Addition and multiplication on encrypted numbers are, by now, textbook homomorphic operations. Comparison is not. Deciding whether one encrypted value is larger than another — without decrypting either — is genuinely awkward, because the schemes that preserve arithmetic structure were not built for the branching logic that “greater than” implies, and the obvious shortcuts leak bits.

US10601579B2, “Privacy preserving comparison,” granted to NXP B.V. on March 24, 2020 and classified under H04L 9/008, addresses exactly this gap. The named inventors include Marc Joye, a well-known figure in homomorphic and lattice cryptography, which is a reasonable signal that the claim is grounded in real scheme design rather than a generic wrapper.

The reason comparison is the hard case is worth making concrete. Homomorphic schemes are good at linear and polynomial operations on the encrypted plaintext. A comparison is a non-linear decision — a step function — and expressing it inside an arithmetic-only world requires either expensive polynomial approximations or an interactive protocol that risks revealing intermediate results. The patent's claim stakes out one disciplined way to get the answer out without getting the inputs out with it.

Why anyone cares: comparison is the atom of almost every useful private computation. Private auctions, encrypted database range queries, privacy-preserving machine-learning decision trees, threshold alerts on encrypted telemetry — all of them reduce to “is this encrypted number above that one?” A scheme that cannot compare cheaply cannot do any of these. So the unglamorous comparison primitive is in fact a gatekeeper for the applications people actually want.

As always on this desk: this is a granted patent, kind code B2, not a pending application, and it describes a method, not a shipped product. NXP is a major secure-element and automotive-security vendor, which is the plausible commercial backdrop, but the patent itself is a claim to a technique.

Read alongside NXP's companion 2020 grant on privacy-preserving evaluation of decision trees, the comparison patent looks less like a one-off and more like a building block in a deliberate private-computation toolkit — the kind of cluster that an IP-strategy reader should note.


= What you are asked to do =
Repeat only the lines from the one containing "Where is 'tree'? Use crop(x1, y1, x2, y2)." to the final line below, exactly as they read, and leave every picture out.

= Provided information =

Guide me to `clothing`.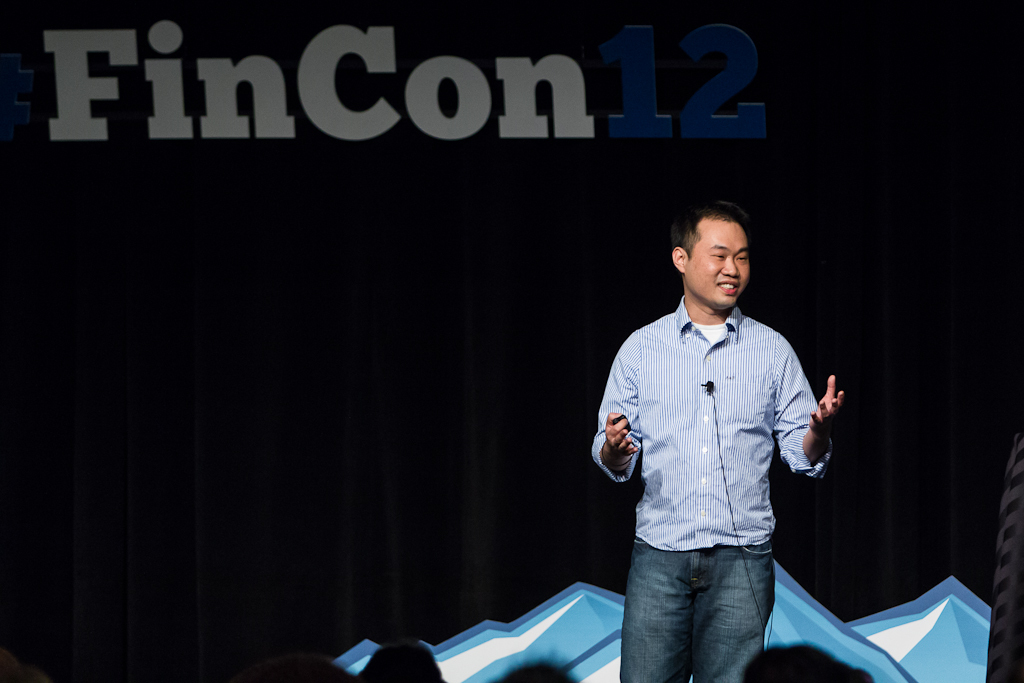
Guidance: left=593, top=297, right=832, bottom=682.
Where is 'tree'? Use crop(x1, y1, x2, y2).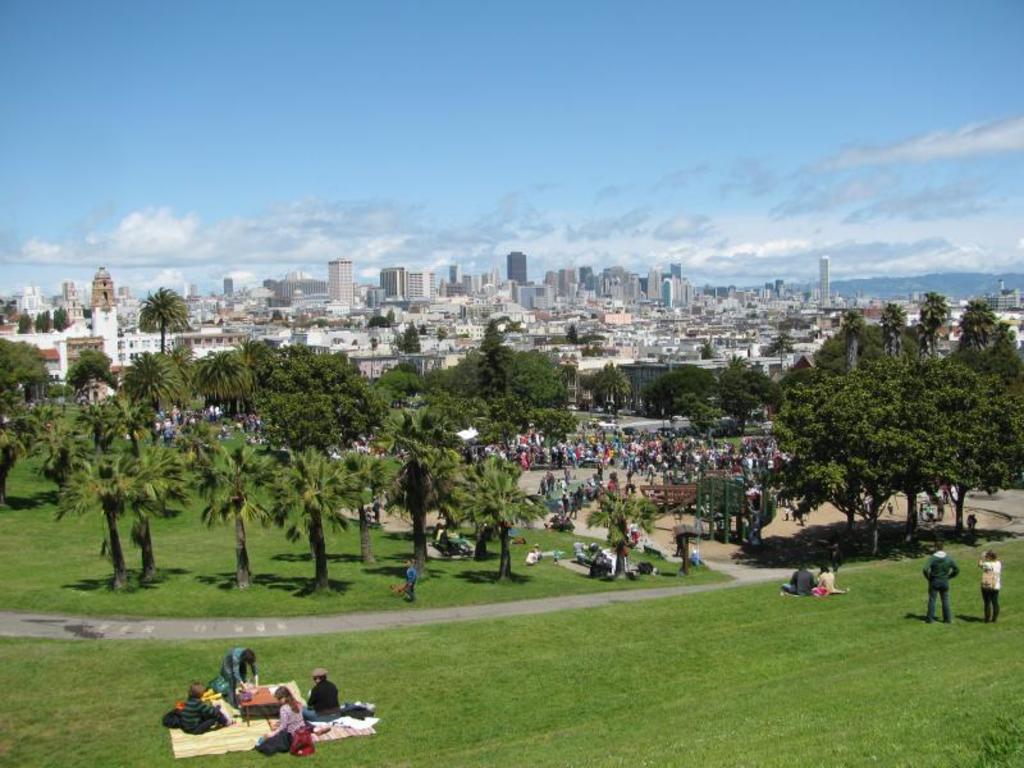
crop(477, 297, 524, 424).
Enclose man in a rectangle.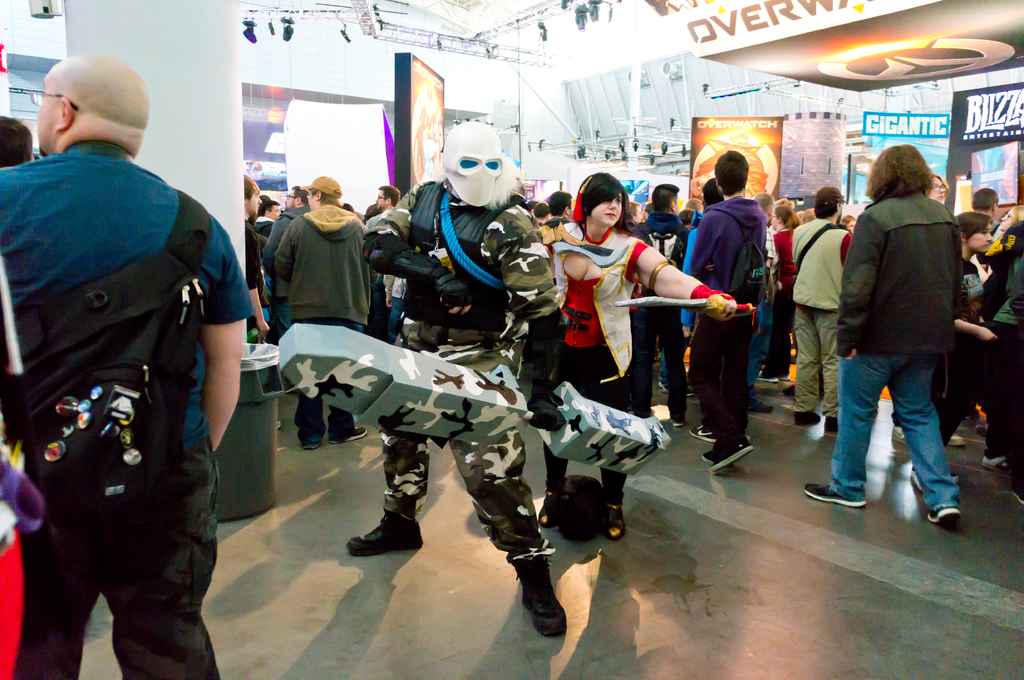
box(0, 51, 253, 679).
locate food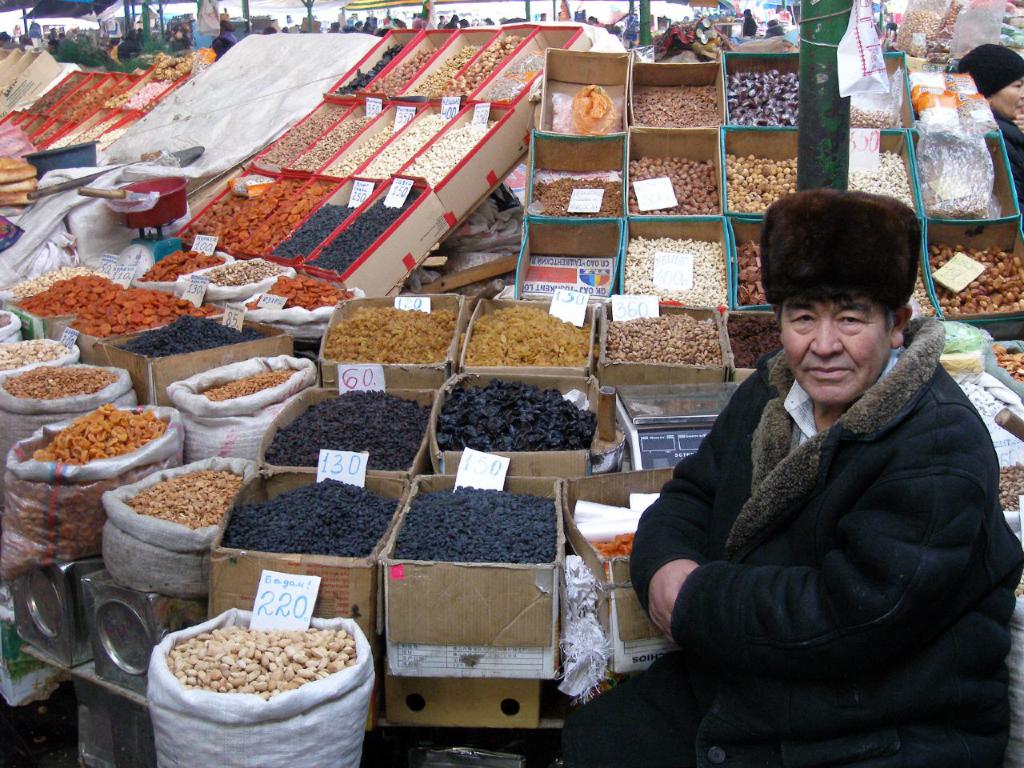
bbox(351, 109, 445, 179)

= Answer box =
Where is 'tree'? Use crop(x1, y1, x2, y2).
crop(477, 297, 524, 424).
Enclose man in a rectangle.
box(0, 51, 253, 679).
locate food
bbox(351, 109, 445, 179)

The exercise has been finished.